Artificial Intelligence Doctor

Research Q&A • Leadless Pacemakers • Sleep Physiology

Q: How do different sleep stages (REM vs non‑REM) affect ventricular myocardial excitability and capture thresholds in LP recipients, and is there a reproducible pattern across patients?

Short answer: Non‑REM (NREM) sleep is characterized by higher parasympathetic (vagal) tone and lower myocardial temperature/metabolic demand, conditions that can slightly increase the minimum energy needed for reliable capture in some patients. REM sleep features phasic sympathetic bursts and irregular respiration that can transiently lower or fluctuate thresholds. While a population‑level trend (higher thresholds in NREM vs more variable thresholds in REM) is plausible, individual patterns vary with device settings, autonomic reactivity, and lead–myocardium interface biology.

Physiologic basis by sleep stage

Non‑REM (N1–N3)
  • Predominant vagal tone → slowed conduction, longer refractoriness, reduced excitability.
  • Slightly lower core/skin temperature at night may raise capture thresholds modestly.
  • Stable breathing and intrathoracic pressures; less variability but potentially higher average threshold.
REM
  • Phasic sympathetic surges → increased excitability; thresholds may transiently drop or swing.
  • Irregular respiration and intrathoracic pressure oscillations can perturb sensing/capture dynamics.
  • Greater beat‑to‑beat variability; occasional pseudofusion/fusion patterns depending on intrinsic rate.

Is there a reproducible pattern?

How to measure it rigorously

Study design

Primary endpoints

Exploratory signals

Clinical/programming implications

Important: Apply within model‑specific approved programming options and clinical judgment.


## Problem to solve:
Exclude the pictures and repeat all of the data exactly.

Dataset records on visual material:
———

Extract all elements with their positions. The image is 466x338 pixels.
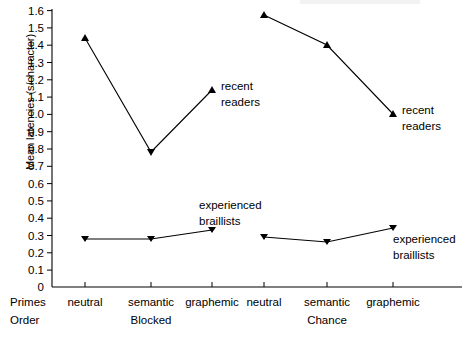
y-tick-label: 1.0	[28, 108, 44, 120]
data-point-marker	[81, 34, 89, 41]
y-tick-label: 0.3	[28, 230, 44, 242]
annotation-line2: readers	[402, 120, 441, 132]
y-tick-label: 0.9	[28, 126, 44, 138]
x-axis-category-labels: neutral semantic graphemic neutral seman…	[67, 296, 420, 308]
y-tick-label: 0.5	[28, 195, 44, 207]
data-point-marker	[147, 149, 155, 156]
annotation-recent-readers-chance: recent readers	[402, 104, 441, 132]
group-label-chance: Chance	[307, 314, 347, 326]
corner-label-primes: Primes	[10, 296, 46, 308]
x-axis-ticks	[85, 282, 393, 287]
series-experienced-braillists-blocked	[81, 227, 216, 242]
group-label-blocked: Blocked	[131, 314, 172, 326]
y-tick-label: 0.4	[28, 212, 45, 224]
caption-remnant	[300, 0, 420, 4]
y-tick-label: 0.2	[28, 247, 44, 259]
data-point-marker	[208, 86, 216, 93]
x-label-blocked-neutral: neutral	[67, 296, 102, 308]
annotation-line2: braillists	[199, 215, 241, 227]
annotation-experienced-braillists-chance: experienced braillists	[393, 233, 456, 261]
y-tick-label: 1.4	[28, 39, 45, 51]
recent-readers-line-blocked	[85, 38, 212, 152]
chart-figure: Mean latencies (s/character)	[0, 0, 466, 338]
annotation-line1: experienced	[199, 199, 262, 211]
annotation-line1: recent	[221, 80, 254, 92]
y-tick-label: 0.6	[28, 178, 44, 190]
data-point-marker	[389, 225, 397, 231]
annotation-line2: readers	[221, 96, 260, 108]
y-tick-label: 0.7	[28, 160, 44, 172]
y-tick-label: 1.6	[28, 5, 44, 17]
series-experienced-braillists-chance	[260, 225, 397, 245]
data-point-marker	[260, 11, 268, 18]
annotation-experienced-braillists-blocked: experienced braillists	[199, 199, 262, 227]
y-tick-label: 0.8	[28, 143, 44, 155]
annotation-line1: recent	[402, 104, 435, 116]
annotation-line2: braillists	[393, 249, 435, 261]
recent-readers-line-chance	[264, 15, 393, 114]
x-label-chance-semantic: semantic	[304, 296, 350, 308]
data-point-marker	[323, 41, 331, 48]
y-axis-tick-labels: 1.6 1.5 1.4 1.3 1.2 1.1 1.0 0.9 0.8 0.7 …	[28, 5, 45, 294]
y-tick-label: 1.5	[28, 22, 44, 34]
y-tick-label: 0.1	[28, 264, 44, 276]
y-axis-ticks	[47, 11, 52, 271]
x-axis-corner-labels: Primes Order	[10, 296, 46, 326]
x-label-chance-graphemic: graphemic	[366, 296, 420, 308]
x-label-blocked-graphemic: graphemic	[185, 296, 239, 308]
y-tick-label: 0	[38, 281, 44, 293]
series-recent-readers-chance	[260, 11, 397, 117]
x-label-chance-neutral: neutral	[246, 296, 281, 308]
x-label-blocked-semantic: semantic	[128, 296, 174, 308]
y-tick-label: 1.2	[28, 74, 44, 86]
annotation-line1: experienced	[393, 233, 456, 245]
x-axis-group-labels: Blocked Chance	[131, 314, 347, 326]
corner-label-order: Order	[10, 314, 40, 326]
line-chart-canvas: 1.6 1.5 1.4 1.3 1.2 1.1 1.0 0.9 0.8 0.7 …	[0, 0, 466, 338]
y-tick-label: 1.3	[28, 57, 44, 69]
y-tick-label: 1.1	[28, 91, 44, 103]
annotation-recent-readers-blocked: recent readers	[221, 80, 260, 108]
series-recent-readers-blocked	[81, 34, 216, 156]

———

## Task output:
Extract all elements with their positions. The image is 466x338 pixels.
y-tick-label: 1.0	[28, 108, 44, 120]
data-point-marker	[81, 34, 89, 41]
y-tick-label: 0.3	[28, 230, 44, 242]
annotation-line2: readers	[402, 120, 441, 132]
y-tick-label: 0.9	[28, 126, 44, 138]
x-axis-category-labels: neutral semantic graphemic neutral seman…	[67, 296, 420, 308]
y-tick-label: 0.5	[28, 195, 44, 207]
data-point-marker	[147, 149, 155, 156]
annotation-recent-readers-chance: recent readers	[402, 104, 441, 132]
group-label-chance: Chance	[307, 314, 347, 326]
corner-label-primes: Primes	[10, 296, 46, 308]
x-axis-ticks	[85, 282, 393, 287]
series-experienced-braillists-blocked	[81, 227, 216, 242]
group-label-blocked: Blocked	[131, 314, 172, 326]
y-tick-label: 0.4	[28, 212, 45, 224]
caption-remnant	[300, 0, 420, 4]
y-tick-label: 0.2	[28, 247, 44, 259]
data-point-marker	[208, 86, 216, 93]
x-label-blocked-neutral: neutral	[67, 296, 102, 308]
annotation-line2: braillists	[199, 215, 241, 227]
annotation-experienced-braillists-chance: experienced braillists	[393, 233, 456, 261]
y-tick-label: 1.4	[28, 39, 45, 51]
recent-readers-line-blocked	[85, 38, 212, 152]
chart-figure: Mean latencies (s/character)	[0, 0, 466, 338]
annotation-line1: experienced	[199, 199, 262, 211]
annotation-line1: recent	[221, 80, 254, 92]
y-tick-label: 0.6	[28, 178, 44, 190]
data-point-marker	[389, 225, 397, 231]
annotation-line2: readers	[221, 96, 260, 108]
y-tick-label: 0.7	[28, 160, 44, 172]
y-tick-label: 1.6	[28, 5, 44, 17]
series-experienced-braillists-chance	[260, 225, 397, 245]
data-point-marker	[260, 11, 268, 18]
annotation-experienced-braillists-blocked: experienced braillists	[199, 199, 262, 227]
y-tick-label: 0.8	[28, 143, 44, 155]
annotation-line1: recent	[402, 104, 435, 116]
annotation-line2: braillists	[393, 249, 435, 261]
recent-readers-line-chance	[264, 15, 393, 114]
x-label-chance-semantic: semantic	[304, 296, 350, 308]
data-point-marker	[323, 41, 331, 48]
y-axis-tick-labels: 1.6 1.5 1.4 1.3 1.2 1.1 1.0 0.9 0.8 0.7 …	[28, 5, 45, 294]
y-tick-label: 1.5	[28, 22, 44, 34]
y-tick-label: 0.1	[28, 264, 44, 276]
y-axis-ticks	[47, 11, 52, 271]
x-axis-corner-labels: Primes Order	[10, 296, 46, 326]
x-label-chance-graphemic: graphemic	[366, 296, 420, 308]
x-label-blocked-graphemic: graphemic	[185, 296, 239, 308]
y-tick-label: 0	[38, 281, 44, 293]
series-recent-readers-chance	[260, 11, 397, 117]
x-label-chance-neutral: neutral	[246, 296, 281, 308]
x-label-blocked-semantic: semantic	[128, 296, 174, 308]
y-tick-label: 1.2	[28, 74, 44, 86]
annotation-line1: experienced	[393, 233, 456, 245]
x-axis-group-labels: Blocked Chance	[131, 314, 347, 326]
corner-label-order: Order	[10, 314, 40, 326]
line-chart-canvas: 1.6 1.5 1.4 1.3 1.2 1.1 1.0 0.9 0.8 0.7 …	[0, 0, 466, 338]
y-tick-label: 1.3	[28, 57, 44, 69]
y-tick-label: 1.1	[28, 91, 44, 103]
annotation-recent-readers-blocked: recent readers	[221, 80, 260, 108]
series-recent-readers-blocked	[81, 34, 216, 156]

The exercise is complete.